Feature

Dusseldorf's unique independent shops

Independent shops selling and making unique items are springing up in Düsseldorf. Jennifer Barton reports on the rise of the concept store

 

Shopping in Düsseldorf is being redefined now that a number of hip concept stores have cropped up in the city. Pushing the boundaries of retail, these cutting-edge shops are creating new environments for customers. They promote a unique, individual take on fashion and design, and ultimately reinvent the retail experience as we’ve come to know it.

Trendy districts now reach beyond Königsallee; areas such as Flingern, Carlstadt and Unterbilk are home to individually owned boutiques which boast an impressive array of luxury, handmade and designer merchandise, from clothing to interiors and jewellery.

These concept stores cater to discerning and progressive consumers who pursue their individual styles. There is more emphasis on a shopper’s identity and personal expression, as well as the fusion of old with new and designer with vintage. In addition, a personal relationship between shopper and shopkeeper is cultivated. There is also a sense that a non-conformist vision is being promoted, which extends beyond wardrobe needs to embrace lifestyle as a whole.

‘New individual labels and styles are pushing their way to the front,’ says Christiane Wink, one half of the team behind jewellery store Privat. ‘Street style in downtown Düsseldorf is starting to embrace an unorthodox combination of designer fashion, improvisation and vintage to create a very individual style.’

Top concept stores in the city include Ela Selected which sells progressive home-grown and international labels such as Henrik Vibskov and The Girl and the Gorilla. Fashion Clinic offers dynamic designs from the likes of Gareth Pugh and Bernard Willhelm.

For those looking for designer wear, Jades24 promotes a rocker ethos courtesy of labels including Balmain, Alaïa and Thomas Wylde, showcased against a backdrop of chinoiserie and skulls. Apropos offers a luxury designer shopping experience complete with an extravagant atmosphere of gilded walls, Baccarat chandeliers and indoor café. At the concept shop Loud, between perusing toys, fragrances, Anna Sui frocks and McQueen accessories customers can even purchase the store’s interiors, including lamps, shelves and the sound system.

At Privat, you’ll find elaborately crafted jewellery and accessories with an artistic bent, all made by hand in the boutique’s workshop and starting at an accessible €50. The shop space conveys the ‘privacy’ that the name suggests, with customers trying on jewellery in the intimacy of a doctor’s chair.

‘We use surprising materials, introduce new shapes and provide top quality so our pieces are eclectic and unique for the customer,’ Wink explains. ‘Our clients treasure our creations because they can wear them in everyday life as well as at parties. It’s all very versatile and wearable.’

It’s this combination of wearability with rarity that customers crave and in which these shops specialise. For those looking to cultivate an ethos that is effortless and individual, these spaces provide more than fleeting trends: according to shop owner Uwe van Afferden they offer timeless designs, enduring craftsmanship and a certain ‘invisible quality’.

Van Afferden’s eponymous shop has fine interiors, men’s clothes and accessories. ‘Uwe van Afferden wants to clothe the man who has not yet abandoned his sense of fashion,’ he explains. ‘Our customers love good material and outstanding workmanship.’ Alongside his name-brand collection, he stocks labels including Levi’s Vintage, Nigel Cabourn, Red Wing and Thorogood.

Not content with only making over your wardrobe, van Afferden offers customers a whole selection of interiors, down to designing and fitting workshop kitchens.

‘All the products we sell have something peculiar about them; they are individual with a whiff of extravagance. They have the same claim: they get more beautiful as you use them,’ explains van Afferden. Expect to find an old Thonet armchair next to a couch made of flour sacks and French Jieldé lamps lighting a bog-oak table.

These stores are appealing because of their unique atmosphere and offerings; the fact that many also combine a work area, art gallery, fashion house and luxury living room in one space is also an attraction.

Van Afferden believes that customers flock to his shop because, ‘after years of uniformity and fast-paced life, we provide our customers with quality products which are honest. Our store is a showroom and artist’s workshop all in one, so we have space to create and show our individual pieces’.

These stores embrace a common philosophy centred on a celebration of individual style. ‘There is a concept behind labels and stores like Privat: sustainability, progressive thinking and working closely with the customers,’ says Wink. ‘And today it’s more about ideas and identity than ever before. Stores or labels without a profile are bound to fail.’

Van Afferden agrees that when shopping, it’s more than just the clothes that make the man (or woman). ‘The special thing about Uwe van Afferden is that we do not ‘just’ dress our customers. We invent a new fitting, living environment for them.’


**TASK BRIEF**
Restate every record exactly as it is written, while omitting the pictures it holds.

───── EXERCISE MATERIALS ─────

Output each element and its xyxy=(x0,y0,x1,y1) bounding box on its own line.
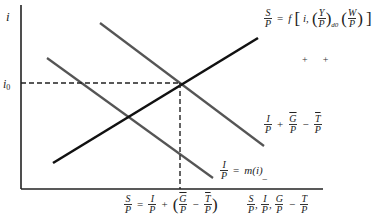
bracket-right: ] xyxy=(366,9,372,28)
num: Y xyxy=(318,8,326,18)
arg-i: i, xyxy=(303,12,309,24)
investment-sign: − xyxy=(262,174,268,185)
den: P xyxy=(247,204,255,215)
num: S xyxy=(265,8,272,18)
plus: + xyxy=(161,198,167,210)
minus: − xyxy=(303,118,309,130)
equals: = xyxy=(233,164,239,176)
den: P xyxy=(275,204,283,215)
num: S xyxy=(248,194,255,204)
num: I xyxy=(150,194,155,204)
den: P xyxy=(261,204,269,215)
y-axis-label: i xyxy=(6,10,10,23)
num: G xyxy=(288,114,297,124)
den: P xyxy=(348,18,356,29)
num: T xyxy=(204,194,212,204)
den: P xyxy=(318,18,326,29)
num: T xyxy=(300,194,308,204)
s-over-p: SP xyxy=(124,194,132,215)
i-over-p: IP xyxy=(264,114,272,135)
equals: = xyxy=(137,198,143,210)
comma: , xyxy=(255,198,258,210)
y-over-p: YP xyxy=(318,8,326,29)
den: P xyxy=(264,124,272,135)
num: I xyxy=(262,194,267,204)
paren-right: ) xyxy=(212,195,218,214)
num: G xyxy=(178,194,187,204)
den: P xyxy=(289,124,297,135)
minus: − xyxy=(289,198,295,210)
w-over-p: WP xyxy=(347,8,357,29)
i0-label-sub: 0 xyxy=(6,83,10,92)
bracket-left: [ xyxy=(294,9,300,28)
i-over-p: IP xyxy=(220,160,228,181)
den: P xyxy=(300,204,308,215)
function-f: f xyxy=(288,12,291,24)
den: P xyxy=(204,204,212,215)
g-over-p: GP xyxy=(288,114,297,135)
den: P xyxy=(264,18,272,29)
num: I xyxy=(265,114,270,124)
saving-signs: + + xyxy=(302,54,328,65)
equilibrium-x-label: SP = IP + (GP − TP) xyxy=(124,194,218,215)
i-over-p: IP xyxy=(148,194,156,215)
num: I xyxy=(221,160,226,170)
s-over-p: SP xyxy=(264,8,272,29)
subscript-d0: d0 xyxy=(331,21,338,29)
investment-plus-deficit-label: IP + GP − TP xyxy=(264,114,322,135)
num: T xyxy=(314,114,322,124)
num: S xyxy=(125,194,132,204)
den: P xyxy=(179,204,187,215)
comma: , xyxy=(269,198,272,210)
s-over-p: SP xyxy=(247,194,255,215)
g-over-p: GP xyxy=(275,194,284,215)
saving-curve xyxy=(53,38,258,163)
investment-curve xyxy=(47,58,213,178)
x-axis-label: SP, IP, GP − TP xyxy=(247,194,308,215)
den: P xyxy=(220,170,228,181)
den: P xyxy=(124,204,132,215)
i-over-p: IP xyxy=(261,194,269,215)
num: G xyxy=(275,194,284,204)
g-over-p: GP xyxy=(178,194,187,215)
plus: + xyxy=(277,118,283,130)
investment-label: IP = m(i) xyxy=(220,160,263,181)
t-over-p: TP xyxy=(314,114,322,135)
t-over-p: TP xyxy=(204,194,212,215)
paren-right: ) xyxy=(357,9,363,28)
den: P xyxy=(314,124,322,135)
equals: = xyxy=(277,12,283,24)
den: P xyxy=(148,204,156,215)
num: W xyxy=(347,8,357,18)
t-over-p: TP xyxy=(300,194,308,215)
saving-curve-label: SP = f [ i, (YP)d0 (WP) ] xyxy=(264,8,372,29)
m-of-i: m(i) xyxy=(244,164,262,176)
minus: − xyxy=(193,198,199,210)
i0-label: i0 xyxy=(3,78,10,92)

─────

**OUTPUT OF THE EXERCISE**
Output each element and its xyxy=(x0,y0,x1,y1) bounding box on its own line.
bracket-right: ] xyxy=(366,9,372,28)
num: Y xyxy=(318,8,326,18)
arg-i: i, xyxy=(303,12,309,24)
investment-sign: − xyxy=(262,174,268,185)
den: P xyxy=(247,204,255,215)
num: S xyxy=(265,8,272,18)
plus: + xyxy=(161,198,167,210)
minus: − xyxy=(303,118,309,130)
equals: = xyxy=(233,164,239,176)
den: P xyxy=(275,204,283,215)
num: S xyxy=(248,194,255,204)
num: I xyxy=(150,194,155,204)
den: P xyxy=(261,204,269,215)
y-axis-label: i xyxy=(6,10,10,23)
num: G xyxy=(288,114,297,124)
den: P xyxy=(348,18,356,29)
num: T xyxy=(204,194,212,204)
den: P xyxy=(318,18,326,29)
num: T xyxy=(300,194,308,204)
s-over-p: SP xyxy=(124,194,132,215)
i-over-p: IP xyxy=(264,114,272,135)
equals: = xyxy=(137,198,143,210)
comma: , xyxy=(255,198,258,210)
y-over-p: YP xyxy=(318,8,326,29)
den: P xyxy=(264,124,272,135)
num: I xyxy=(262,194,267,204)
paren-right: ) xyxy=(212,195,218,214)
num: G xyxy=(178,194,187,204)
den: P xyxy=(289,124,297,135)
minus: − xyxy=(289,198,295,210)
w-over-p: WP xyxy=(347,8,357,29)
i0-label-sub: 0 xyxy=(6,83,10,92)
bracket-left: [ xyxy=(294,9,300,28)
i-over-p: IP xyxy=(220,160,228,181)
den: P xyxy=(300,204,308,215)
function-f: f xyxy=(288,12,291,24)
den: P xyxy=(204,204,212,215)
g-over-p: GP xyxy=(288,114,297,135)
den: P xyxy=(264,18,272,29)
num: I xyxy=(265,114,270,124)
saving-signs: + + xyxy=(302,54,328,65)
equilibrium-x-label: SP = IP + (GP − TP) xyxy=(124,194,218,215)
i-over-p: IP xyxy=(148,194,156,215)
num: I xyxy=(221,160,226,170)
s-over-p: SP xyxy=(264,8,272,29)
subscript-d0: d0 xyxy=(331,21,338,29)
investment-plus-deficit-label: IP + GP − TP xyxy=(264,114,322,135)
num: T xyxy=(314,114,322,124)
num: S xyxy=(125,194,132,204)
den: P xyxy=(179,204,187,215)
comma: , xyxy=(269,198,272,210)
s-over-p: SP xyxy=(247,194,255,215)
g-over-p: GP xyxy=(275,194,284,215)
saving-curve xyxy=(53,38,258,163)
investment-curve xyxy=(47,58,213,178)
x-axis-label: SP, IP, GP − TP xyxy=(247,194,308,215)
den: P xyxy=(220,170,228,181)
den: P xyxy=(124,204,132,215)
i-over-p: IP xyxy=(261,194,269,215)
num: G xyxy=(275,194,284,204)
g-over-p: GP xyxy=(178,194,187,215)
plus: + xyxy=(277,118,283,130)
investment-label: IP = m(i) xyxy=(220,160,263,181)
t-over-p: TP xyxy=(314,114,322,135)
t-over-p: TP xyxy=(204,194,212,215)
paren-right: ) xyxy=(357,9,363,28)
den: P xyxy=(314,124,322,135)
equals: = xyxy=(277,12,283,24)
den: P xyxy=(148,204,156,215)
num: W xyxy=(347,8,357,18)
t-over-p: TP xyxy=(300,194,308,215)
saving-curve-label: SP = f [ i, (YP)d0 (WP) ] xyxy=(264,8,372,29)
m-of-i: m(i) xyxy=(244,164,262,176)
minus: − xyxy=(193,198,199,210)
i0-label: i0 xyxy=(3,78,10,92)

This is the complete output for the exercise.